Like Rob said, you'll have to go the ID approach. If you know what
particles should follow which curves its easy. If not, then you'll have
to setup some logic.
Create a custom param set on each curves named the same thing, like
"curveData".
Then for each curve set a unique ID starting from 0.
Main branch should be 0. Then the next branches off of that should have
higher numbers, and so on and so on.
When you emit your particles randomly (or with some logic) set an ID of
the curve you want them to follow.
You could then get closest location on each curve, and test if the curve
ID is greater than the one it started on. If so then you could use some
state machines to switch states. It's going to be a complex tree I think
no matter what.
Eric T.
On 3/19/2015 1:10 PM, Cristobal Infante wrote:
get closest location > point-tangent. Use this as point velocity,
I did something like this with several curves and it was fine.
On 19 March 2015 at 16:52, Rob Chapman <tekano....@gmail.com
<mailto:tekano....@gmail.com>> wrote:
closest location does not cut it when different curves overlap.
you will have to build a system using a unique curve ID and
translate along each curve ID's using curve u instead.
at least this way you could gracefully hand over particles between
curves as it reaches the end of each segment.
On 19 March 2015 at 16:42, Dave Sisk <d...@janimation.com
<mailto:d...@janimation.com>> wrote:
Thanks for the responses guys.
I've continued with my "brute force" method for now because it
gets the job done. It involves several "Select Case" nodes
with 29 cases each though, so you can imagine why I was
reluctant to string that up. :)
I've tried the suggested approach, but I usually get a jump to
the same curve over and over again when they overlap instead
of continuing along their first curve.
Inline image 1
On Thu, Mar 19, 2015 at 11:33 AM, Eric Thivierge
<ethivie...@hybride.com <mailto:ethivie...@hybride.com>> wrote:
Huh... works actually. I remember this not working
before... carry on never mind.
Eric T.
On 3/19/2015 12:25 PM, Eric Thivierge wrote:
Closest location doesn't work with curves fed in with
a group. It always uses the first one.
Eric T.
On 3/19/2015 12:23 PM, Grahame Fuller wrote:
Greg, any details about not getting it to work on
curves? As far as I know, it should.
gray
From: softimage-boun...@listproc.autodesk.com
<mailto:softimage-boun...@listproc.autodesk.com>
[mailto:softimage-boun...@listproc.autodesk.com
<mailto:softimage-boun...@listproc.autodesk.com>]
On Behalf Of Eric Thivierge
Sent: Thursday, March 19, 2015 12:02 PM
To: softimage@listproc.autodesk.com
<mailto:softimage@listproc.autodesk.com>
Subject: Re: ICE emit particles and follow
branching geometry
Your best bet is to create a mesh from those
curves and transfer the curve's tangent onto the
mesh as a vector attribute.
Emit from the curve but use the geo's attribute to
set the direction. How Paul Smith's hair grooming
stuff works essentially.
Using a group of curves or even doing one curve at
a time won't get a nice smooth result I don't
think. You'll probably get popping.
Eric T.
On 3/19/2015 11:48 AM, Greg Punchatz wrote:
Dave has got something worked out, but its not
ideal. He cannot get a group of curves to work,
and is wiring up each one in by hand in the ICE tree.
What he wants to do is emit an objects from one
end of a curve and the have it follow the curve to
the end.. but he wants to do this to a group of
curves. He can make it work one curve at a time
fine, he can wire the bizzilion curves up by hand
but its not ideal.
On Thu, Mar 19, 2015 at 9:50 AM,
<pete...@skynet.be
<mailto:pete...@skynet.be><mailto:pete...@skynet.be
<mailto:pete...@skynet.be>>>
wrote:
I think you can get the closest point on a group
of curves,
get the point-tangent from there and use that
(vector) as a force,
combine to taste with turbulence, and perhaps a
force pulling towards the curve (vector from point
to closest point) for extra control.
adding/removing curves to the group is all you’d
need to do to add them to the simulation.
hope this helps.
From: Dave Sisk<mailto:d...@janimation.com
<mailto:d...@janimation.com>>
Sent: Thursday, March 19, 2015 3:27 PM
To: softimage@listproc.autodesk.com
<mailto:softimage@listproc.autodesk.com><mailto:softimage@listproc.autodesk.com
<mailto:softimage@listproc.autodesk.com>>
Subject: ICE emit particles and follow branching
geometry
Hi, I'm trying to create an effect with particles
flowing from one several ends of branching
geometry to another of several ends on the same
geometry.
Right now I'm working with Flow Along Curve and a
bunch of partially-overlapping curves that go from
one end to the other, but since ICE is pretty
limited in what you can plug a geometry port into,
I'm running into a LOT of duplication that makes
adding or removing curves a labor intensive process.
Is there another approach to this I should be trying?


What is expected →
Drop every picture, then repeat the records exactly.

Data provided →
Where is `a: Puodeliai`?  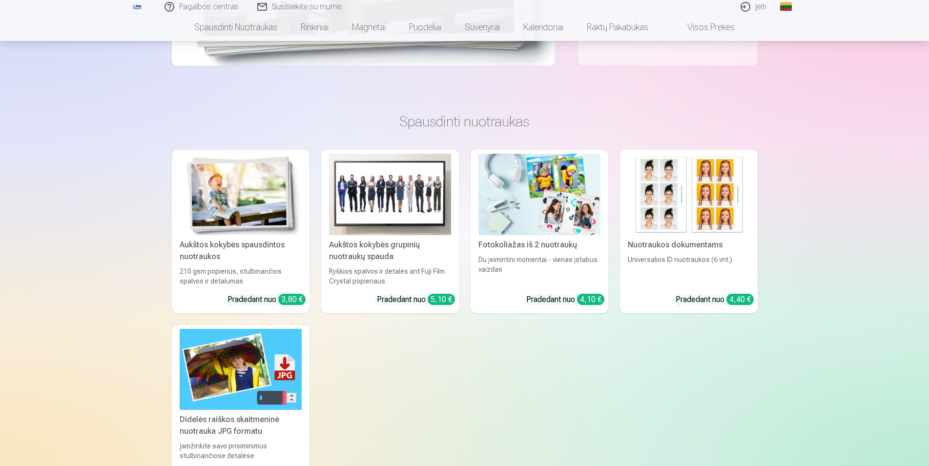
a: Puodeliai is located at coordinates (425, 27).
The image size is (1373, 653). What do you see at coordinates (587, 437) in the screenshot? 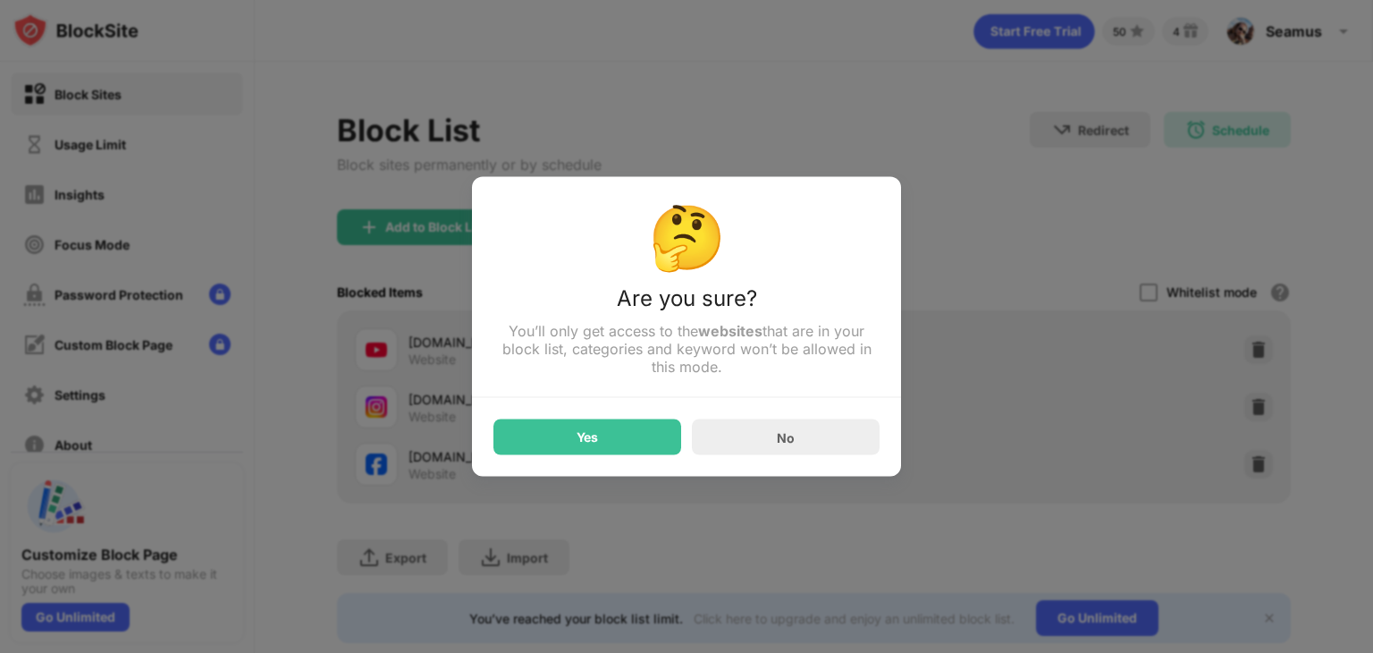
I see `div: Yes` at bounding box center [587, 437].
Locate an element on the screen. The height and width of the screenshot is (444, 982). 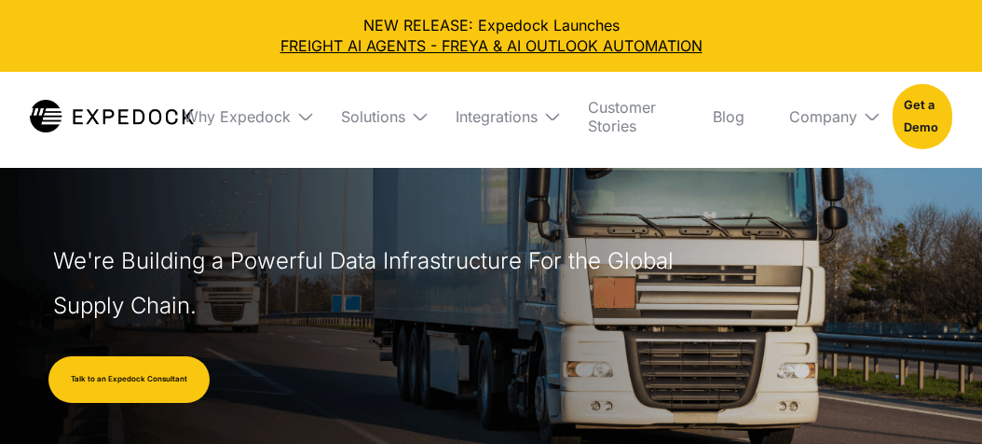
div: NEW RELEASE: Expedock Launches is located at coordinates (491, 35).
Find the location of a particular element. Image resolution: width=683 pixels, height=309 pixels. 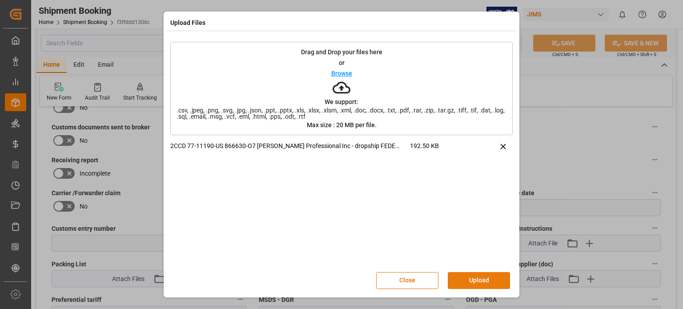

h4: Upload Files is located at coordinates (188, 23).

Task solution →
Where is `a: Puodeliai`?  
a: Puodeliai is located at coordinates (425, 27).
The image size is (1373, 653). What do you see at coordinates (587, 437) in the screenshot? 
I see `div: Yes` at bounding box center [587, 437].
Locate an element on the screen. The height and width of the screenshot is (444, 982). 
div: NEW RELEASE: Expedock Launches is located at coordinates (491, 35).
Find the location of a particular element. Image resolution: width=683 pixels, height=309 pixels. 

h4: Upload Files is located at coordinates (188, 23).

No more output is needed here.